The present-day U.S. military qualifies by any measure as highly professional, much more so than its Cold War predecessor. Yet the purpose of today’s professionals is not to preserve peace but to fight unending wars in distant places. Intoxicated by a post-Cold War belief in its own omnipotence, the United States allowed itself to be drawn into a long series of armed conflicts, almost all of them yielding unintended consequences and imposing greater than anticipated costs. Since the end of the Cold War, U.S. forces have destroyed many targets and killed many people. Only rarely, however, have they succeeded in accomplishing their assigned political purposes. . . . [F]rom our present vantage point, it becomes apparent that the “Revolution of ‘89” did not initiate a new era of history. At most, the events of that year fostered various unhelpful illusions that impeded our capacity to recognize and respond to the forces of change that actually matter.

Andrew Bacevich


Thursday, October 28, 2010

News of the Day for Thursday, October 28, 2010

As I indicated might happen, this will be a quickie post. -- C

Reported Security Incidents

Kirkuk

Ansar al-Sunna resurfaces, kidnapping the daughters of a Kurdish tribal leader and demanding the release of seven of its members from prison. The father, Walid Jalal Agha, managed to kill one of the attackers but they still escaped with the hostages. Ansar al-Sunna, formerly known as Ansar al-Islam, is the Kurdish Islamist group which George W. Bush and Colin Powell falsely claimed was somehow harbored by Saddam Hussein as part of the campaign of lies which they used to justify the invasion of Iraq. In fact, during the Saddam era, the group operated in Iraqi Kurdistan, protected from Saddam Hussein by U.S. and British air power, which was lucky for them because Saddam was trying to kill them. Their leader, known as Mullah Krekar, was at that time enjoying political asylum in Norway for precisely that reason. Saddam is gone, but they are still there. --C

Bursa, near Mosul

One police officer killed and seven injured in a suicide car bombing of police headquarters.

Baghdad

KUNA describes three attacks on public officials.

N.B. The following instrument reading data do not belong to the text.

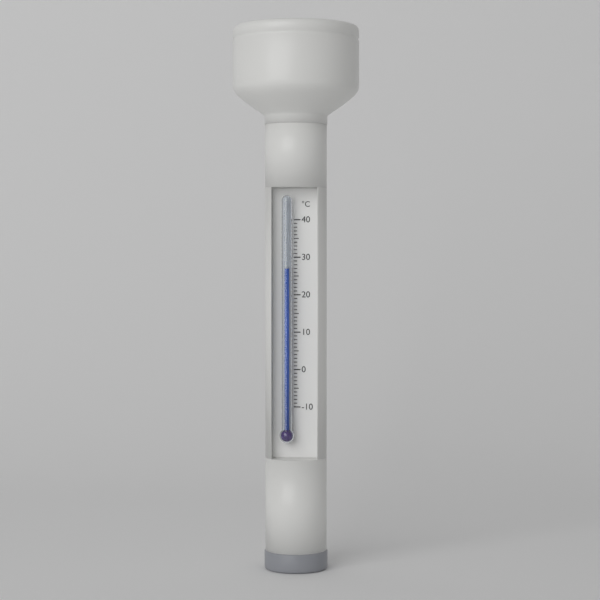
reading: 27 °C
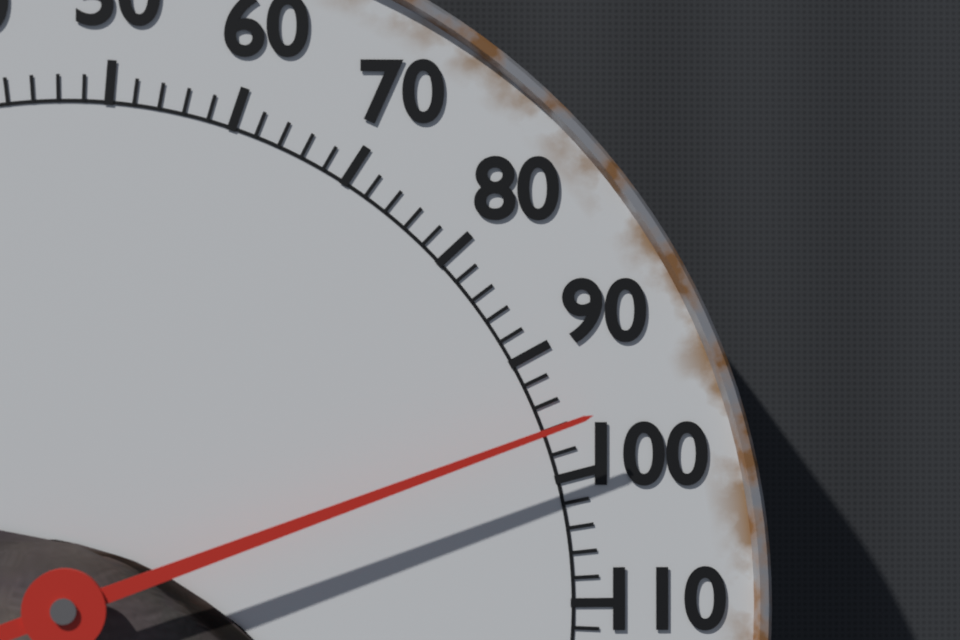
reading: 96 °F
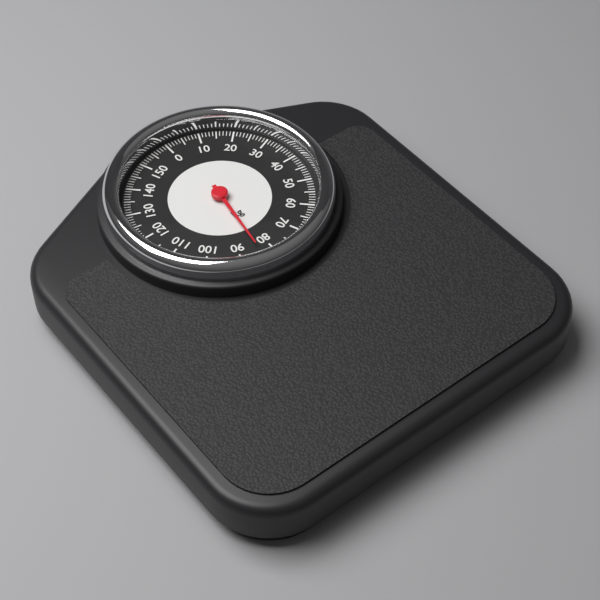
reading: 84 kg
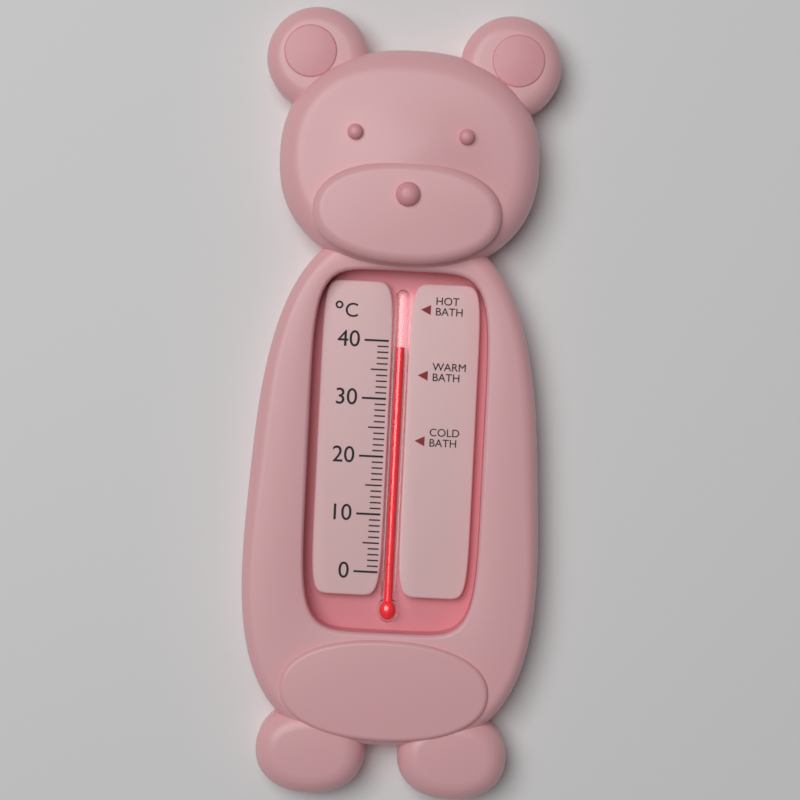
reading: 39 °C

1) A police source told KUNA that unidentified militants planted a bomb in the car of Brigadier Abdulrazzaq Abdulwahab who works at the oil facilities protection department. The bomb exploded as Abdulwahab was driving his car in Al-Aamil neighborhood, killing him immediately and damaging his car and several close civilian vehicles, he added.
2) Another bomb exploded in the car of Brigadier Hussein Mahdi Jumaa in the same neighborhood, who was injured.
3) A third bomb exploded in the car of an employee in the Reconstruction and Housing Ministry in Al-Karrada neighborhood in central Baghdad, injuring him.

Other News of the Day

Governor of Salah U'Din Province Khaled Hassan Mehdi is suspended for alleged ties to the Baath Party. This is of course just more of the settling of scores which threatens the integrity of the Iraqi state. -- C Excerpt:

Provincial politicians speaking on condition of anonymity suggested that the allegations against Mehdi were a settling of accounts by supporters of former governor Mutasher Hussein Ellewi, who was sacked for alleged corruption in 2009.

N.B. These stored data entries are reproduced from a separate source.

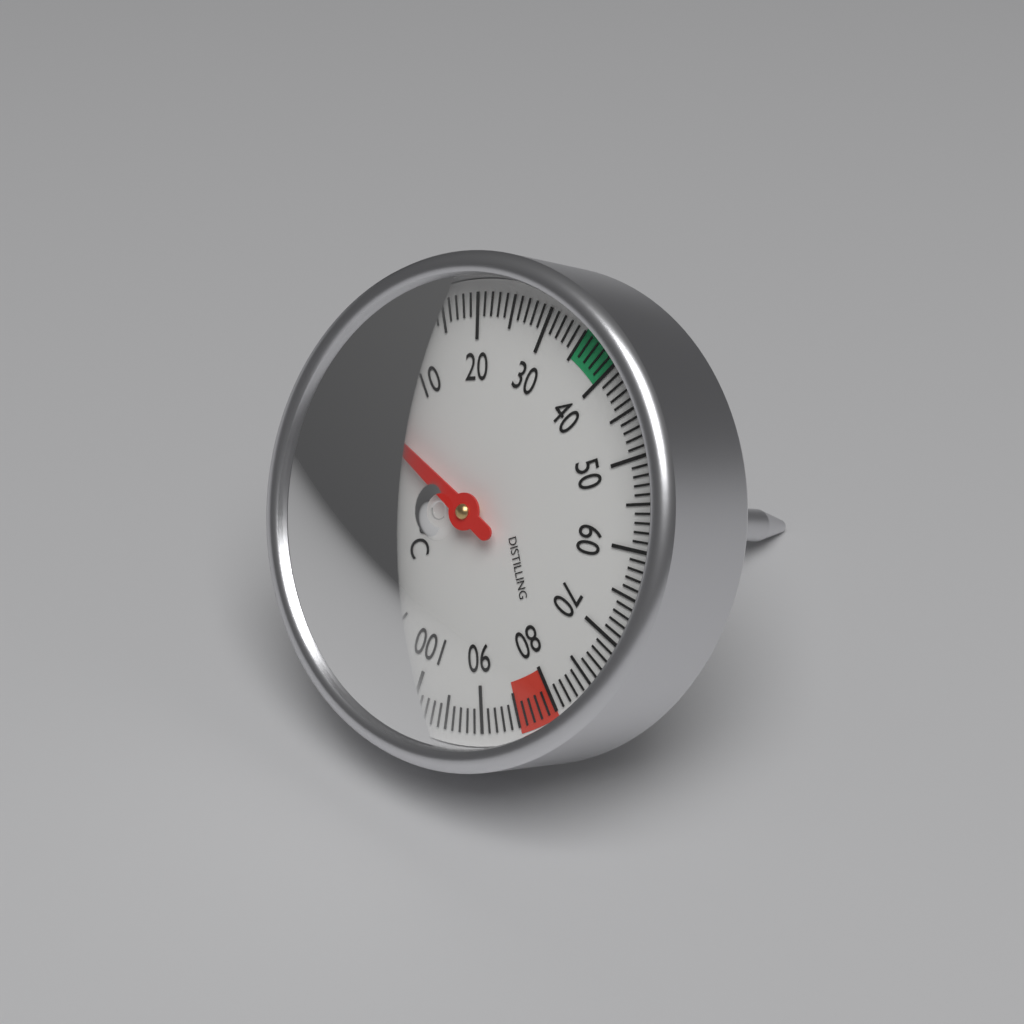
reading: -1 °C
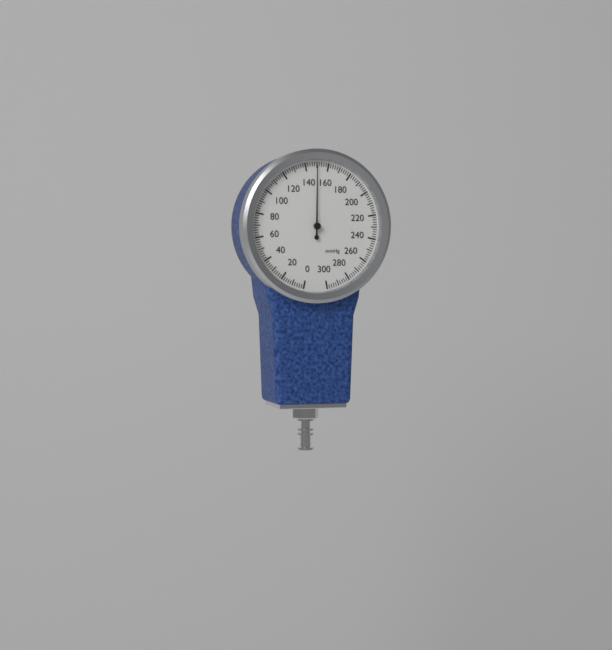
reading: 150 mmHg
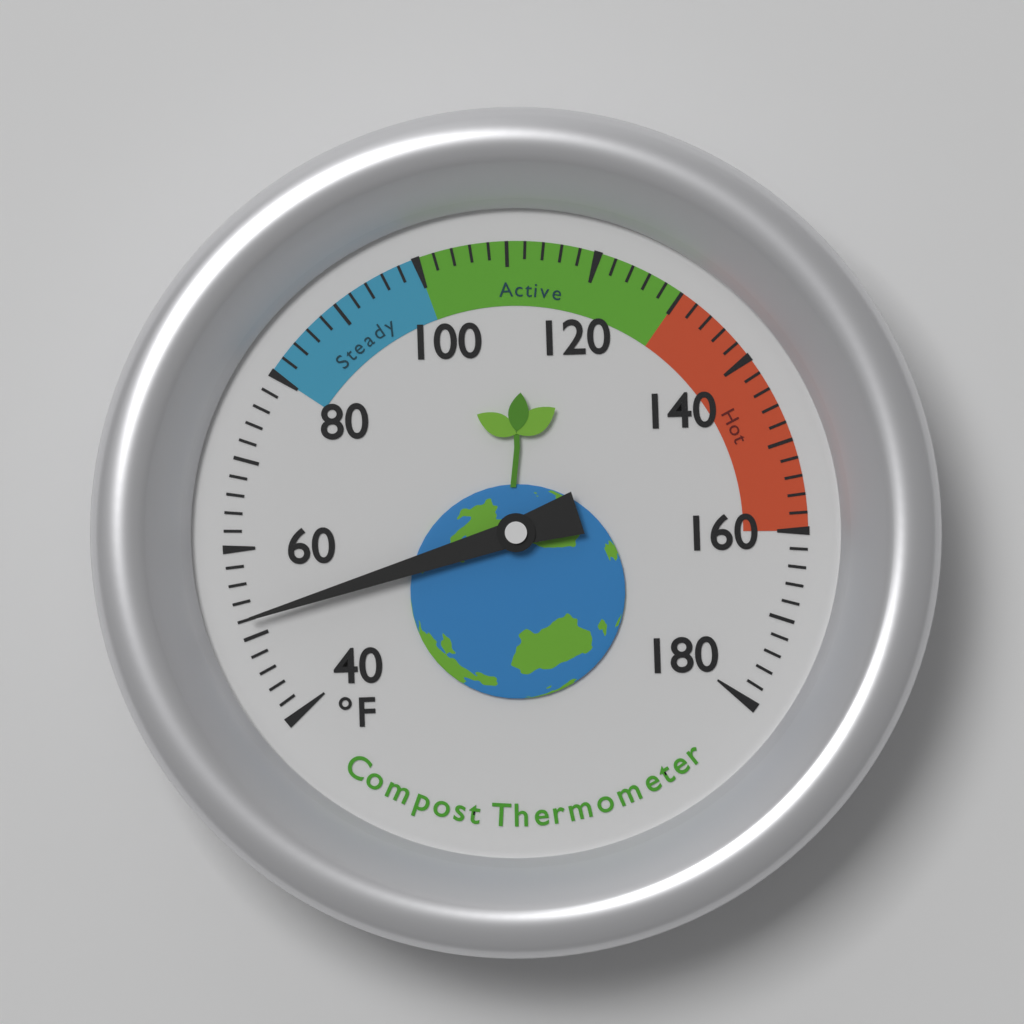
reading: 52 °F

Shortly after the 2003 invasion, the US-led occupation authority barred all senior and middle-ranking Baathists from public life, depriving tens of thousands of government employees of their jobs. Implementation of the law is now overseen by the JAC, which disqualified 456 candidates from Iraq's March 7 general election for alleged membership of the party.

Headed by leading politicians from Iraq's Shiite majority community, the JAC has been accused of pursuing a witchhunt against members of the Sunni Arab minority which dominated Saddam's regime.

Afghanistan Update

ISAF soldier killed by IED in southern Afghanistan. No further details at this time.

Taliban raid a police checkpoint in Takhar province, kill one police officer and injure another.

Several "militants" said to be killed by drone attacks in Pakistan. TOLO sources this only to "officials," presumably Pakistani.

Mikhail Gorbachev has some advice for President Obama: Victory is impossible, get the hell out.